Why India’s Modi skipped Xi’s military extravanganza in China: Analysis

Why India's Modi skipped Xi's military extravanganza in China: Analysis

SYDNEY — While the autocratic triumvirate of Xi Jinping of China, Vladimir Putin of Russia and Kim Jong-un of North Korea basked in the reflected glory of what’s believed to be China’s largest military parade ever, one important figure was absent: Narendra Modi of India.

Modi made what analysts say was a clearly calculated appearance before the parade at the Shanghai Cooperation Organization Summit, probably intended as a message to US President Donald Trump that his tariffs and claims to have solved the recent Indo-Pakistan conflict were not welcome. But then the Indian prime minister pointedly left the country, rather than staying two more days to attend Xi’s event alongside other regional leaders.

“India had an armed confrontation with the PRC [the People’s Republic of China] a few years back,” Chong Ja Ian, an associate professor at Singapore National University, told Breaking Defense in an email. “They just came out of a conflict with PRC-backed Pakistan. Politically, Modi cannot be seen to be endorsing the glory of the PLA.”

RELATED: China showcases nuclear triad, new missiles and lasers at military parade

And there are other fundamental issues that drive the two countries apart, notes Raji Rajagopalan, a senior fellow at the Australian Strategic Policy Institute (ASPI).

“India is also very concerned about Chinese hegemony in Asia often calling for multipolarity, not only globally, but also in Asia,” he wrote in an email. “Moreover, India’s relations [with Taiwan] have also improved significantly over the last decades even though India does not recognize Taiwan formally.”

So it’s a balancing act. Modi is clearly trying hard to not provoke China, especially as Xi readied for his country’s biggest military parade. During the Shanghai Cooperation Organization Summit he and Xi talked about being “development partners” and resolving their sometimes deadly border disputes, an Indian statement said.

There were photos of Xi and Modi shaking hands and smiling, but neither side made any formal commitment to negotiations over the border disputes and neither side offered talks to bolster national security cooperation.

China’s Show Of Force, Under Scrutiny

Xi has held increasingly large military parades every two years since 2015, with China displaying “newer and more impressive weapons, and more sweeping statements of China’s power and ambition. This year is no exception, as this marks China’s largest military parade ever,” said Bethany Allen, the lead China analyst at ASPI.

“This is in keeping with China’s ever-growing defense budget, which has increased by between 6-8% every year for the past 10 years. So each year marks China’s largest defense budget ever — notable not so much for that year’s individual spending, but for Beijing’s commitment to steady increase over time,” she said.

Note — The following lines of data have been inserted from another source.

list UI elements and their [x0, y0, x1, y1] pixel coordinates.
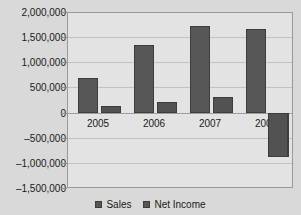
legend: Sales Net Income — [0, 196, 301, 212]
legend-swatch-icon — [143, 201, 150, 208]
legend-item-sales[interactable]: Sales — [95, 199, 131, 210]
legend-label-sales: Sales — [106, 199, 131, 210]
zero-gridline — [68, 113, 292, 114]
y-tick-label: –1,500,000 — [16, 183, 66, 194]
y-axis: 2,000,000 1,500,000 1,000,000 500,000 0 … — [0, 0, 66, 215]
legend-label-net-income: Net Income — [154, 199, 205, 210]
legend-item-net-income[interactable]: Net Income — [143, 199, 205, 210]
x-tick-label-2006: 2006 — [126, 118, 182, 130]
bar-sales-2005 — [78, 78, 98, 113]
x-tick-label-2005: 2005 — [70, 118, 126, 130]
y-tick-label: –500,000 — [24, 133, 66, 144]
bar-net-income-2007 — [213, 97, 233, 113]
plot-area — [67, 12, 293, 188]
bar-net-income-2008-overlay — [268, 113, 288, 157]
bar-sales-2007 — [190, 26, 210, 113]
y-tick-label: 1,000,000 — [22, 57, 67, 68]
y-tick-label: 2,000,000 — [22, 7, 67, 18]
x-tick-label-2007: 2007 — [182, 118, 238, 130]
gridline — [68, 138, 292, 139]
bar-net-income-2006 — [157, 102, 177, 113]
y-tick-mark — [61, 188, 67, 189]
legend-swatch-icon — [95, 201, 102, 208]
bar-sales-2008 — [246, 29, 266, 113]
bar-net-income-2005 — [101, 106, 121, 113]
y-tick-label: 1,500,000 — [22, 32, 67, 43]
bar-chart: 2,000,000 1,500,000 1,000,000 500,000 0 … — [0, 0, 301, 215]
y-tick-label: –1,000,000 — [16, 158, 66, 169]
bar-sales-2006 — [134, 45, 154, 113]
gridline — [68, 163, 292, 164]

That has allowed China to deploy the world’s largest navy by ship number, field a range of advanced aircraft including the J-35, build an array of hypersonic missiles, modernize its command and control systems and launch complex military satellites. But the People’s Liberation Army has not fought a war since it was outdone by relatively tiny Vietnam in 1979, something XI and other Chinese leaders have made clear they know. Now they are trying to train and equip troops to the standard needed.

“Clearly the PRC’s defense industrial base is immense,” Jong wrote. “They can certainly produce the numbers with very high levels of sophistication. What we do not know from the parade is how this equipment might actually function.”

The undeniably impressive spectacle of vast numbers of troops performing impeccably executed parade-ground drills does not answer the issue Jong raises. Australian Chinese analyst John Blaxland told Breaking Defense in an email that he believes Xi’s displays “compensate for a deep-seated sense of inadequacy.”

“The impeccable display suggests the fixation is more on the precision of massed appearances of goose-stepping soldiers than on the substance of a joint, networked and operationally honed fighting force,” said Blaxland, currently head of the DC office of The Australian National University. “Yes, the Chinese parade was an impressive spectacle. But like a Potemkin village, the CCP [Chinese Communist Party] is focused on messaging invincibility while hiding the gnawing sense of inadequacy that comes with a generation of military practitioners lacking operational experience.”

However, Putin and Kim may help counterbalance China’s thin experience. Putin and Kim’s troops are fighting together in Ukraine and almost certainly sharing their lessons with Xi. And that is what really makes this parade different from the ones that have gone before, Allen wrote.

“What IS new this year, is the sense of solidarity and common purpose between China, Russia, and North Korea, as the leaders of all [three] countries attended the parade together,” she wrote. “This symbolizes their growing confidence in an authoritarian, non-Western challenge to the liberal, democratic US-led order that has shaped the world for the past 80 years.”